Polk County Attorney Kimberly Graham, a former Democratic challenger to Republican U.S. Sen. Joni Ernst said during her 2022 campaign that she would not prosecute low-level marijuana possession charges and recommit resources to other crimes during her campaign in 2022.

Meth-Farrington did not mention Graham by name but described her campaign promises in her email read by Zabner during the subcommittee hearing on Feb. 21.

“This language is introducing politics into the mix, and we should not be doing that,” Meth-Farrington wrote.

The section was already established in the Iowa code before the legislation was introduced. The Iowa attorney general’s office said this bill clarifies the overlapping jurisdiction.

Former Attorney General Tom Miller, a Democrat, established an unofficial policy stipulating that the attorney general would only intervene if invited by the county attorney during his 40-year tenure.

Phuong Nguyen, a UI professor of public policy and planning, told The Daily Iowan that removing local control would affect the quality of services Iowans receive from state and local agencies.

According to Iowa Department of Corrections Director Beth Skinner, programs such as community-based corrections would be merged with the Iowa Department of Corrections to consolidate costs and implement more “evidence-based approaches.”

Community-based corrections districts, aligning with all eight Iowa judicial districts, serve as the leaders of state prisons within their jurisdictions and are charged with creating programs to rehabilitate inmates in their district.

Each district’s board has its own building, programs, and parole practices.

Skinner said the separation of these districts and the department led to inconsistency throughout the state.
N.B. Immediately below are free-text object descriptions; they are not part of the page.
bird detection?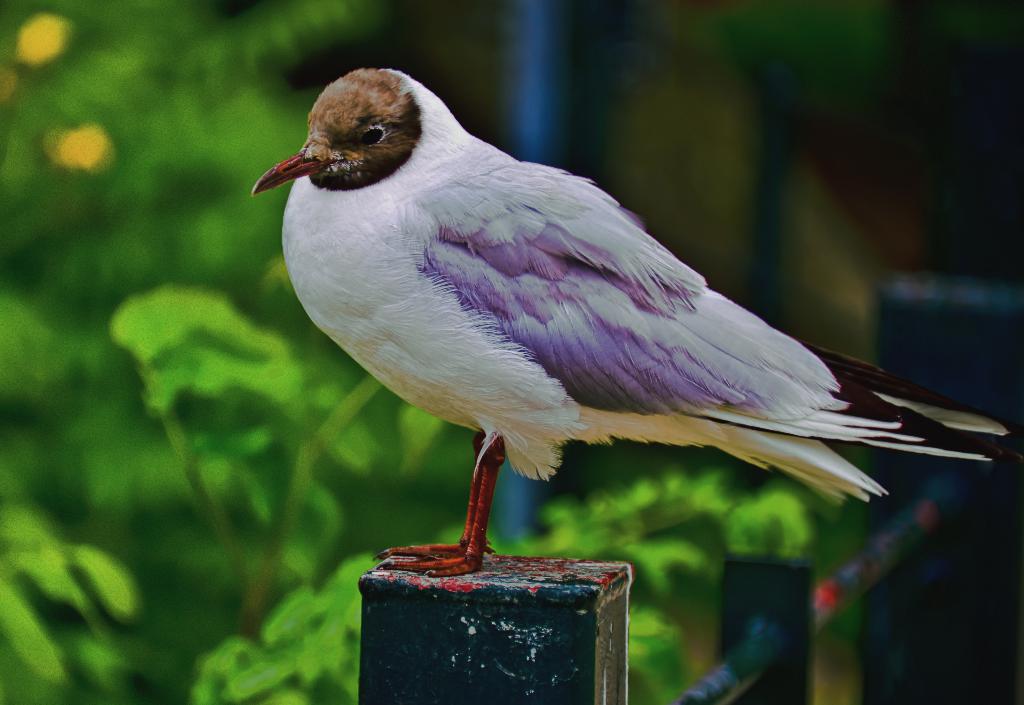
bbox=(250, 67, 982, 566)
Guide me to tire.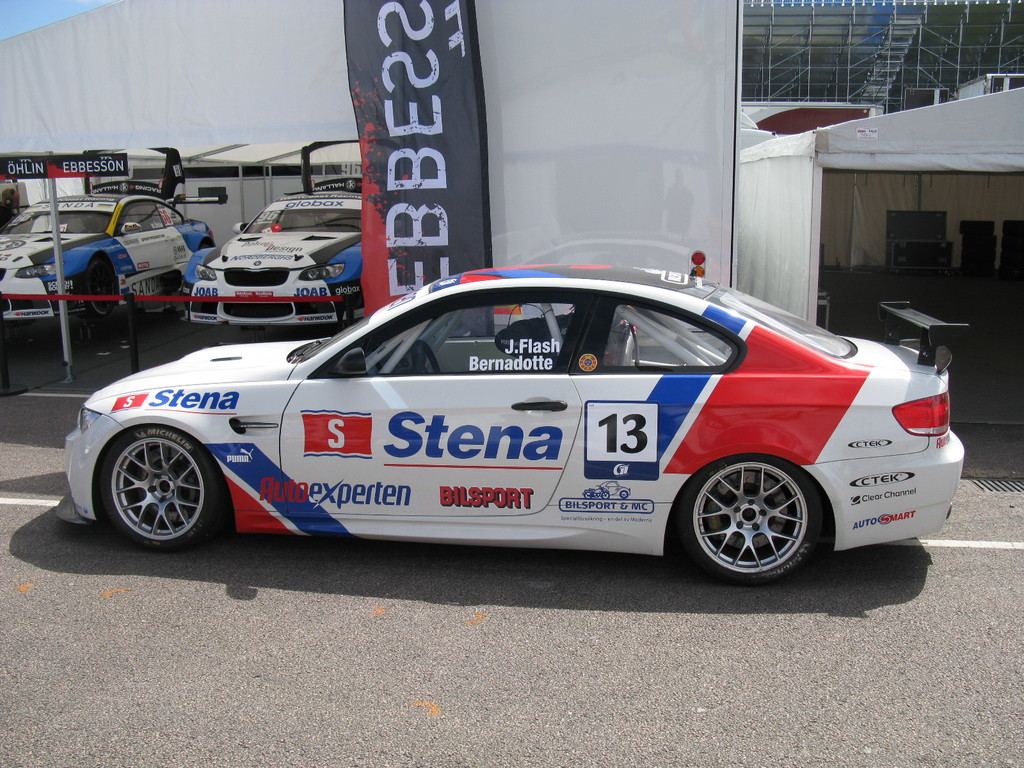
Guidance: 685, 452, 826, 584.
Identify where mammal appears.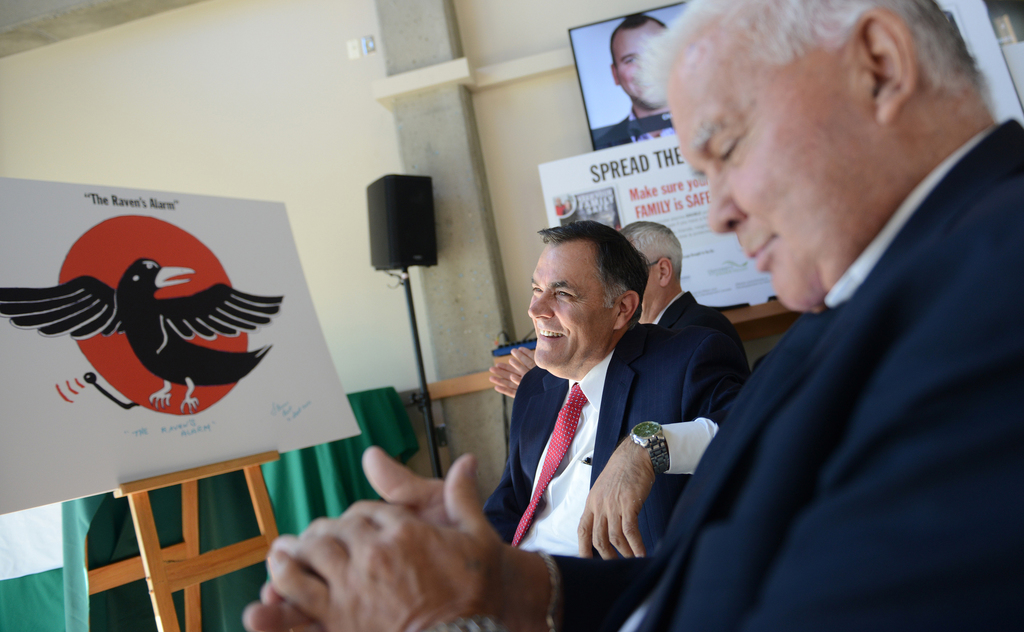
Appears at {"left": 480, "top": 214, "right": 751, "bottom": 552}.
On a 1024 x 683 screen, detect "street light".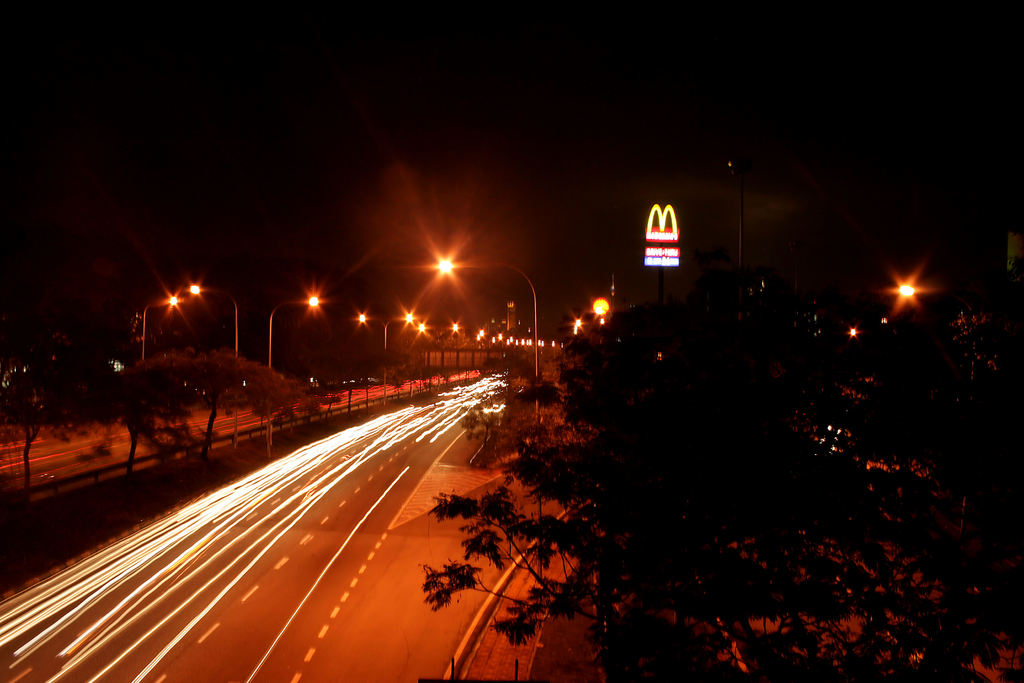
rect(350, 315, 418, 397).
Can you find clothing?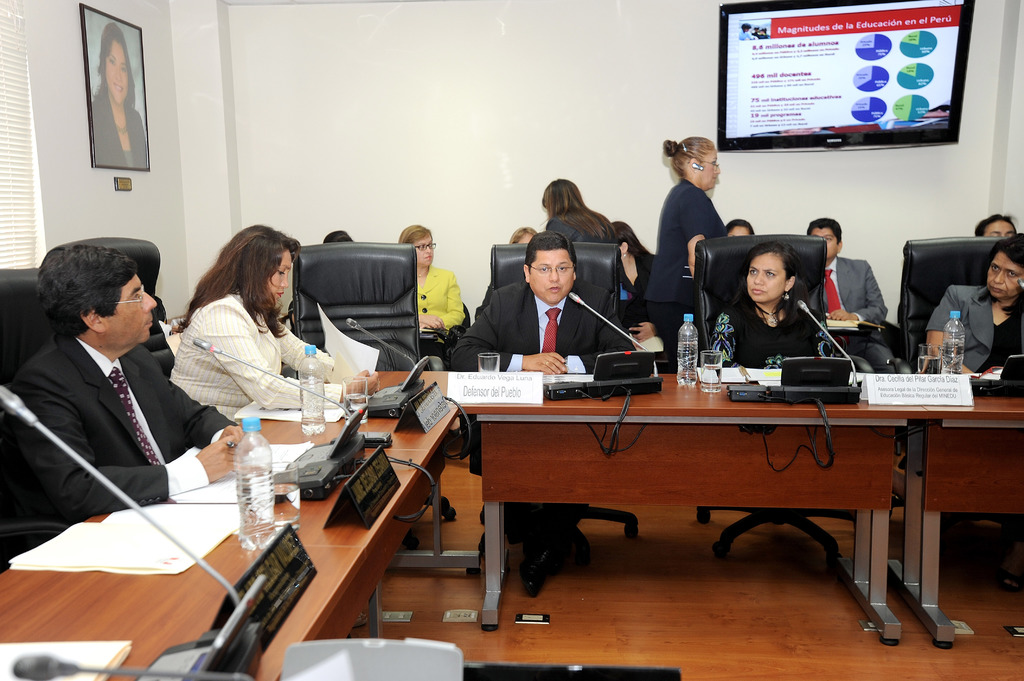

She said this inconsistency caused operational challenges for the department. Merging the functions would standardize corrections and parole throughout the state and allow the department to centralize assets.

Community-based corrections districts would still exist but would be under the Department of Corrections and serve more of an advisory role.

Story County Supervisor Linda Murken, chair of the Second Judicial District’s community-based corrections board, addressed a House subcommittee investigating the bill on Feb. 21. Murken said community-based corrections give a local touch to inmate rehabilitation and allow for innovative, evidence-based practices.

“Evidence-based practices change as you learn new things — that’s the strength of community corrections,” Murken said. “I think we are evolving new evidence-based practices in the community every day and think we’re going to lose the flexibility to do that.”

Republicans tout savings, more functional Iowa government

Reynolds unveiled this proposal during her Condition of the State address in January as a continued effort to realign or streamline state government to ease bureaucracy. Nguyen said the move will also expand the power of the executive branch in the state.

Nguyen said only time will tell if rearranging state government makes a difference in the Iowa government’s administrative burden.

After the Iowa Senate State Government Committee passed Senate Study Bill 1123 on Feb. 22, Reynolds said the bill will accomplish a major conservative policy point — small government.

“State government exists to serve Iowans, but an increasingly growing bureaucracy is making it too complicated,” Reynolds said in a news release. “This bill gets to the heart of the problem, making government efficient, effective, and small.”

HB-126 passed a subcommittee on Monday.

Reynolds also said the bill would save the taxpayers $215 million over four years — less than 1 percent of the general fund budget appropriations.

But Nguyen said local governments are the closest to their constituents, which allows them to be more responsive to local needs than state governments. Taxpayers might see a decrease in the state government’s quality or availability of services.

“The governor or any central state agency cannot decide what each [local] government may need,” Nguyen said. “It must be decided by local residents.”